Ben Thomas
Stealth fans might find enough entertainment in A Quiet Place: The Road Ahead, thanks to moments of decent immersion and sound manipulation, but inconsistent and shallow mechanics hold it back.
With a wonderfully diverse campaign, hyperactive multiplayer, and a super replayable Zombies mode, Call of Duty: Black Ops 6 is a brilliant showcase and the best franchise entry in a while.
Despite excellent facial animations and wonderful music, Double Exposure has pacing issues, unlikable characters, dire gameplay, tonal problems, and is an incomplete imitation of the perfect storm.
Aside from some bland combat and performance concerns, Silent Hill 2 is a good remake that takes the original's intriguing narrative and crams it with more survival-horror gameplay while upgrading the visuals to do justice to the fascinating setting.
Sumerian Six almost perfectly emulates the games from Mimimi, offering a satisfying covert strategy experience that involves weaving through patrols, dissolving bodies, and scaring Nazis to death.
Despite great visuals and hectic combat, Space Marine 2 stumbles on its repetition and generic missions. While co-op has limited appeal, the single player is boring and the competitive action is mostly an afterthought. And even devout followers may lose faith due to the technical issues.
The criminal undercurrent in Star Wars Outlaws creates an enjoyable and unpredictable story, and the competent stealth, gunplay, and space dogfights ensure that fans of the original trilogy will enjoy the stunning views while earning a reputation.
There is a moderately intriguing narrative in Thalassa: Edge of the Abyss as you solve mysteries within a well-preserved shipwreck, but flimsy clues, tedious wandering, and technical blemishes mean playing it can be like fighting to keep your head above water.
Anger Foot's rapid-fire, door-kicking action will compel some to dance along to its vibrant beat, but repetition and lackluster levels mean not all will be swept off their feet.
Aided by its magnificent setting, purposeful suspense, and slick pacing, Still Wakes the Deep is a nicely crafted first-person horror game that needed more complexity.
With neat retro visuals, smart puzzles, and an interesting theme park location, Crow Country is an appealing survival horror game that suffers a little from clumsy action and minimal challenge.
Harold Halibut overstays its welcome like a free diver that descends too far. Its painfully boring gameplay consists of walking back and forth as the story unhurriedly transpires. Still, the oddball characters and sublime stop-motion aesthetics may hook a few gamers who are happy to wade in the shallows.
Although the Australian setting is good, and it occasionally shows potential, Broken Roads is a clumsy party-based RPG with mediocre combat, pacing issues, and bland fetch quests.
While some walking sims have evolved, Open Roads is stuck in the past. Its two good characters cannot offset the bland interactivity and mystery that is as flat as the game's 2D conversations.
Underneath the spaceship setting in Between Horizons is a grounded detective game that features good logical deductions and math-based solutions. More case depth and presentation tweaks could have taken the mission further, but it is still a fine option for the gumshoes of this generation.
With movement and combat upgrades, Outcast – A New Beginning eventually comes close to being a decent open-world shooter, but terrible fetch quests, bland activities, tech issues, and narrative gaffes mean that the colorful world of Adelpha does not bear enough fruit.
Like squeezing blood from a stone, The Outlast Trials is a repetitive chore that features monotonous searches and running laps through mazes until there is nothing left but pain and the option to share the misery with others.
Pacific Drive is a fantastic survival game with an addictive gameplay loop that involves forging deep connections to junctions, progressing deeper into an ever-changing Zone, upgrading a quirky vehicle, and navigating through challenges that appear on the road ahead.
Ordained by a clear narrative, resolute characters, intriguing hauntings and an eventually favorable combat model, Banishers: Ghosts of New Eden is a morally infused spirit smasher set in a large world that needed a little exorcism.
Despite The Cub's basic platforming, with clunky trial and error, its slightly bizarre world, cool and varied music, and great visual design make it worth playing.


**TRY IT**
Copy out the data below as written; omit any images.

====== DATA TO PROCESS ======

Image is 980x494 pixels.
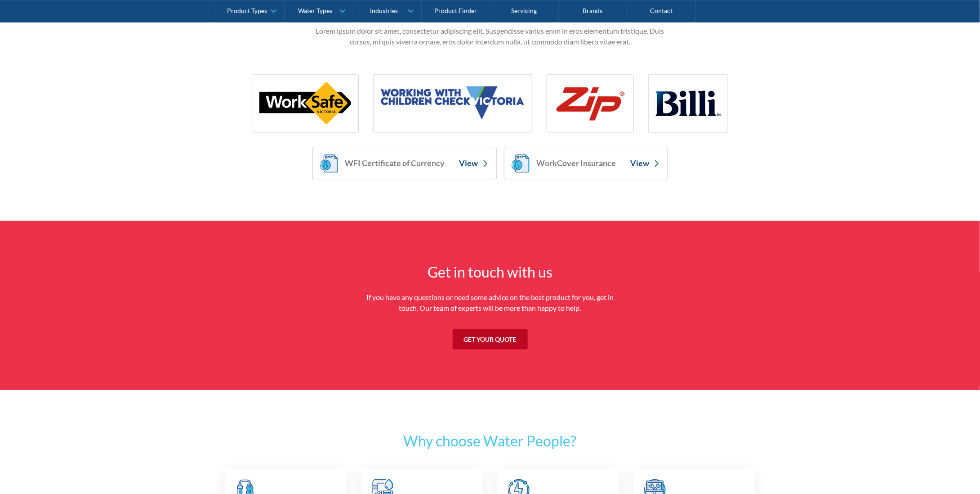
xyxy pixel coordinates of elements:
div: Industries [370,8,398,15]
div: WorkCover Insurance [537,157,616,169]
div: View [631,157,650,169]
p: If you have any questions or need some advice on the best product for you, get in touch. Our team... [360,292,620,314]
div: WFI Certificate of Currency [346,157,445,169]
a: WFI Certificate of CurrencyView [312,147,497,180]
div: View [459,157,478,169]
h2: Get in touch with us [360,261,620,283]
a: Get your quote [453,329,528,350]
h2: Why choose Water People? [224,431,756,452]
p: Lorem ipsum dolor sit amet, consectetur adipiscing elit. Suspendisse varius enim in eros elementu... [314,26,666,47]
a: WorkCover InsuranceView [504,147,668,180]
div: Product Types [227,8,267,15]
div: Water Types [298,8,332,15]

======

**REPLY TO THE EXERCISE**
Image is 980x494 pixels.
xyxy pixel coordinates of elements:
div: Industries [370,8,398,15]
div: WorkCover Insurance [537,157,616,169]
div: View [631,157,650,169]
p: If you have any questions or need some advice on the best product for you, get in touch. Our team... [360,292,620,314]
div: WFI Certificate of Currency [346,157,445,169]
a: WFI Certificate of CurrencyView [312,147,497,180]
div: View [459,157,478,169]
h2: Get in touch with us [360,261,620,283]
a: Get your quote [453,329,528,350]
h2: Why choose Water People? [224,431,756,452]
p: Lorem ipsum dolor sit amet, consectetur adipiscing elit. Suspendisse varius enim in eros elementu... [314,26,666,47]
a: WorkCover InsuranceView [504,147,668,180]
div: Product Types [227,8,267,15]
div: Water Types [298,8,332,15]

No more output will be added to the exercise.